The Knowledge
Sharing Foundation
Balancing the evaluation of DARPA computer science
with NSF natural science
Authored
by
January
4st, 2003
The AI/connectionist balance is not the only issue.
The connectionist paradigm has two forms of expression. One
expression simply ignores work on the correspondence between a model and the
features/functions/structure of the natural world.
But the connectionist paradigm can have a different form of
expression. This expression suggests that the mathematics of neural or
genetic models is less than rich enough to capture the true nature of something
like human cognition. The conjectured limitation
of Hilbert mathematics is a deep challenge to modern science.
The second class of models are of different types, differential
equations, finite state transforms, computer programs, stochastic; as is the
case with the first form of connectionist expression. The mathematics
serves as a look into the biology, but as we study the mathematics of
theoretical biology the less biology was he able to see.
This second line of thought requires open loop architecture between the
formalism and humans in the loop. This
architecture accounts for the fundamental difference between logic running on a
machine and human cognitive acuity. The
OntologyStream technology has exploited this architecture, in a way that is
easy to understand.
The required human in the loop exists there so that corrections can be
made when a separation between model and natural system is discovered.
Sensemaking literatures are relevant here. But the problems with computer
science and Hilbert mathematics are not so easily addressed. So we have
philosophical issues that need to be addressed by natural science.
The question that we have raised is about the optimality of the current
evaluation and deployment decisions. Are these decisions really
informed by natural science? Are the
decisions biased towards a strict form of scientific reductionism?
As someone mentioned to me recently:
"I think you are very correct about the "strong" AI position. It seems to include a *religious* belief about a Theory of Mind -- which even cognitive psychology rejected as impractical in the mid '80. To quote the title of one article by Jenson, "You Can't Play Twenty Questions with Nature." The resolution was that mental models are appropriate to the extent that they are practical, such as in specific models for specific tasks, such as for human factors. In contrast, AI was founded with a teleological imperative to replace humans one day.”
There are powerful people in academic and in the funding agencies that
claim that “brain = mind”. Francis
Crick’s book “The Amazing Hypothesis” is one of many examples of this religious
type belief. But beyond this reductionist
camp, there is a deep science literature that is not fundamentalist.
The core economic/security issue has to do with the interface between
human cognitive processes and its world.
The issue comes around, in an important way, in how I have talked about
a differential ontology that moves back and forth between Latent Semantic
Indexing (measuring the linguistic variation in text corpus) and relational
models (like taxonomy or databases). The problem is how to put structure
to data that is not highly structured, in circumstances where the data may be
misrepresented, spoofed, incomplete and inconsistent, and for which good models
do not exist.
One can make the observation that the innovations that are
MOST relevant to addressing the current intelligence needs.
We call for a conference of natural scientists to make peer review
about which software capabilities are to be tested, and HOW these are to be
tested, for deployment.
In order for this review to occur, the government must recognize that
the expertise on this problem is not within the agencies; it is within a
science community that has not traditionally received federal support for
research.
We must step in to demonstrate that a new capability can easily be built that
provides Human-centric Information Production Systems (HIP) with human vetting
of the fidelity of this information.
Many say, "well this is the system, what can we do about
it?" How can something that does
not exist, and that has been inhibited for a very long time, come into
existence?
From a deep scientific open question, regarding the nature of
measurement, we may step into an analysis regarding whether the technology
evaluation and procurement process is serving the nation, or serving the
private interests of a few large vendor corporations. It certainly
appears that there is a problem, and perhaps the appearance is enough to concern
policy makers. Opening the process of evaluation is the first step in
making sure that the appearance of a problem is managed.
How to raise this issue with Industry leaders? Do they feel that the evaluation process
makes rational sense? Is there a
way to boot strap the Business-to-Business technologies by first solving the
intelligence vetting needs of the American intelligence community?
The notion we have observed is that there is a well-recognized mismatch
between the needs of the intelligence analysts and the systems that are
developed by vendors. The question of business models so dominates this
process as to make the process highly burdened as well as not being fully
informed about the deep open issues.
The Knowledge Sharing Foundation takes a
different approach towards the evaluation and deployment of core innovations.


> **PROMPT**: In the listing below, which lines contain the string "segment"? Copy them all.

#### SOURCE INFORMATION

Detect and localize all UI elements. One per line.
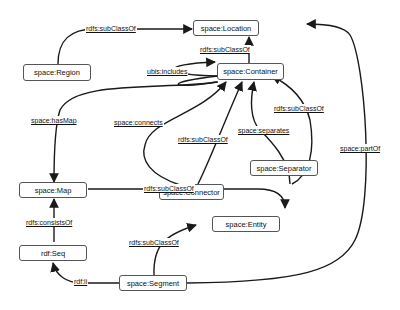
node-region[interactable]: space:Region bbox=[23, 64, 91, 81]
edge-label-container-location: rdfs:subClassOf bbox=[199, 45, 251, 54]
edge-container-map bbox=[54, 82, 218, 182]
ontology-diagram: space:Location space:Region space:Contai… bbox=[0, 0, 400, 310]
node-entity[interactable]: space:Entity bbox=[212, 216, 280, 232]
edge-label-connects: space:connects bbox=[113, 118, 164, 127]
edge-label-partof: space:partOf bbox=[339, 144, 381, 153]
edge-label-region-location: rdfs:subClassOf bbox=[85, 24, 137, 33]
edge-label-segment-entity: rdfs:subClassOf bbox=[128, 238, 180, 247]
node-map[interactable]: space:Map bbox=[19, 182, 87, 198]
edge-segment-entity bbox=[154, 225, 196, 275]
edge-region-location bbox=[58, 29, 192, 64]
edge-label-separates: space:separates bbox=[237, 126, 290, 135]
edge-label-consistsof: rdfs:consistsOf bbox=[25, 218, 73, 227]
edge-label-li: rdf:li bbox=[73, 277, 88, 286]
edge-connector-connects bbox=[144, 82, 226, 185]
edge-label-connector-subclass: rdfs:subClassOf bbox=[177, 135, 229, 144]
edge-label-map-entity: rdfs:subClassOf bbox=[143, 184, 195, 193]
edge-connector-subclass bbox=[198, 82, 242, 184]
node-segment[interactable]: space:Segment bbox=[119, 275, 187, 291]
node-location[interactable]: space:Location bbox=[193, 20, 259, 36]
edge-label-includes: ubis:includes bbox=[146, 67, 188, 76]
node-separator[interactable]: space:Separator bbox=[250, 160, 318, 176]
node-seq[interactable]: rdf:Seq bbox=[19, 245, 87, 261]
node-container[interactable]: space:Container bbox=[217, 63, 284, 80]
edge-label-separator-subclass: rdfs:subClassOf bbox=[273, 104, 325, 113]
edge-label-hasmap: space:hasMap bbox=[30, 116, 78, 125]
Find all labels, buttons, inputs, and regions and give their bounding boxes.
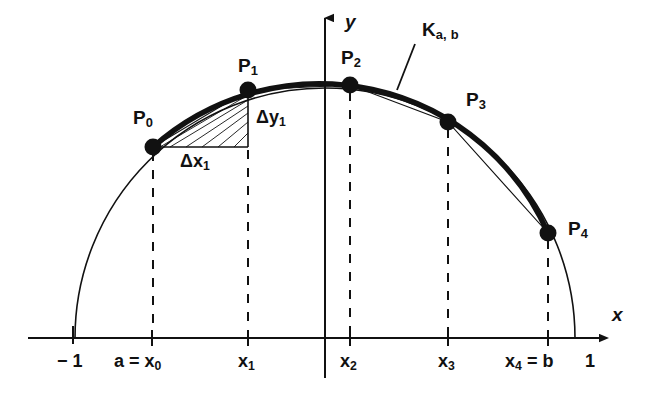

########

> **SOLUTION FOR THIS EXERCISE**:
edge-label-segment-entity: rdfs:subClassOf bbox=[128, 238, 180, 247]
edge-segment-entity bbox=[154, 225, 196, 275]
node-segment[interactable]: space:Segment bbox=[119, 275, 187, 291]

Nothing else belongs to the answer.